“What makes a fire burn is space between the logs.” – Judy Sorum Brown
So many of my clients have been racing to get to our coaching call. And the first thing I’ll suggest is that we take a couple of minutes to just breathe. “When you’re ready, we’ll begin.” It would be a very different session if they were to stay in that “race mode.”
Coaching is much about forward progress and movement and finding the next step – the next action. Certainly, that’s what I was taught as a newer coach, and what I practiced.
What I know now is that coaching is also about staying in this moment. When we’re fully embracing and present in the moment, that’s when the really good stuff happens. And that’s what sets the groundwork for the future. It’s not that we choose one approach over the other; we need both and they are compatible.
Staying in the moment requires a shift for the coach. It’s about asking, “What do you need to do right here, right now?” For my clients, sometimes that’s to sit still and breathe – maybe for the first time that day.
I’ve been reflecting on this concept since a recent coaching demonstration I did in a training event. One of the new coaches who was listening to the demo was surprised at how much time I’d spent helping the client be in the moment, asking, “Right here, right now, what are you feeling? What’s the very next step?”
How did that serve the client, he wondered? It was an intuitive decision, I explained, but one that’s been happening in more and more sessions these days. I knew as a coach that this person already had the plan and knew what to do; we didn’t need to build that bridge.
At that moment the client was looking for reassurance, for confidence, and actually needed to step back, not forward. When she did, she realized she’d been doing way more than she had realized. We can all get caught up in what we still have to do and forget to reflect on all we have done.
In today’s fast-paced world there is a constant drive to keep developing and moving forward. For many of the leaders I coach, their organization could easily be in danger of extinction. Even when they turn the corner and have some success, they feel they can’t let up on the gas. This becomes the new normal.
In giving our clients this moment of mindfulness, we help them to find their own power and their own inner strength. Maybe the real value of coaching is that just for 30 or 40 minutes we stop racing, we stop doing, we just stop.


Please count the lines in the material below that include "name". Reply with the number alone.

**Supplied material:**

========================================

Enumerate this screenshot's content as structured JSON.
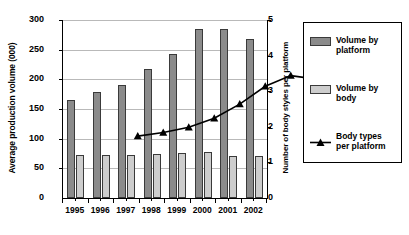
{
  "chart_data": {
    "type": "bar",
    "title": "",
    "categories": [
      "1995",
      "1996",
      "1997",
      "1998",
      "1999",
      "2000",
      "2001",
      "2002"
    ],
    "series": [
      {
        "name": "Volume by platform",
        "type": "bar",
        "axis": "left",
        "color": "#8b8b8b",
        "values": [
          165,
          178,
          190,
          218,
          243,
          285,
          285,
          268
        ]
      },
      {
        "name": "Volume by body",
        "type": "bar",
        "axis": "left",
        "color": "#cdcdcd",
        "values": [
          73,
          73,
          73,
          74,
          76,
          77,
          70,
          70
        ]
      },
      {
        "name": "Body types per platform",
        "type": "line",
        "axis": "right",
        "color": "#000000",
        "marker": "triangle",
        "values": [
          2.3,
          2.4,
          2.55,
          2.8,
          3.2,
          3.7,
          4.0,
          3.9
        ]
      }
    ],
    "xlabel": "",
    "ylabel": "Average production volume (000)",
    "ylabel_right": "Number of body styles per platform",
    "ylim": [
      0,
      300
    ],
    "ylim_right": [
      0,
      5
    ],
    "yticks": [
      "0",
      "50",
      "100",
      "150",
      "200",
      "250",
      "300"
    ],
    "yticks_right": [
      "0",
      "1",
      "2",
      "3",
      "4",
      "5"
    ],
    "grid": true,
    "legend_position": "right"
  },
  "axes": {
    "left_title": "Average production volume (000)",
    "right_title": "Number of body styles per platform",
    "left_ticks": [
      "300",
      "250",
      "200",
      "150",
      "100",
      "50",
      "0"
    ],
    "right_ticks": [
      "5",
      "4",
      "3",
      "2",
      "1",
      "0"
    ],
    "x_ticks": [
      "1995",
      "1996",
      "1997",
      "1998",
      "1999",
      "2000",
      "2001",
      "2002"
    ]
  },
  "legend": {
    "items": [
      {
        "label_line1": "Volume by",
        "label_line2": "platform",
        "swatch": "dark-gray-bar-swatch"
      },
      {
        "label_line1": "Volume by",
        "label_line2": "body",
        "swatch": "light-gray-bar-swatch"
      },
      {
        "label_line1": "Body types",
        "label_line2": "per platform",
        "swatch": "line-triangle-marker"
      }
    ]
  }
}
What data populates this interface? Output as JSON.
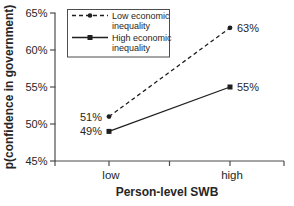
{
  "chart_data": {
    "type": "line",
    "title": "",
    "xlabel": "Person-level SWB",
    "ylabel": "p(confidence in government)",
    "categories": [
      "low",
      "high"
    ],
    "series": [
      {
        "name": "Low economic inequality",
        "values": [
          51,
          63
        ],
        "labels": [
          "51%",
          "63%"
        ],
        "line_style": "dashed",
        "marker": "circle"
      },
      {
        "name": "High economic inequality",
        "values": [
          49,
          55
        ],
        "labels": [
          "49%",
          "55%"
        ],
        "line_style": "solid",
        "marker": "square"
      }
    ],
    "ylim": [
      45,
      65
    ],
    "yticks": [
      45,
      50,
      55,
      60,
      65
    ],
    "ytick_labels": [
      "45%",
      "50%",
      "55%",
      "60%",
      "65%"
    ],
    "grid": false,
    "legend_position": "top-left",
    "legend": [
      {
        "line1": "Low economic",
        "line2": "inequality"
      },
      {
        "line1": "High economic",
        "line2": "inequality"
      }
    ],
    "colors": {
      "background": "#ffffff",
      "axis": "#4d4d4d",
      "text": "#262626",
      "series_line": "#1f1f1f",
      "legend_border": "#4d4d4d"
    }
  }
}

========================================

**Solved exercise:**
5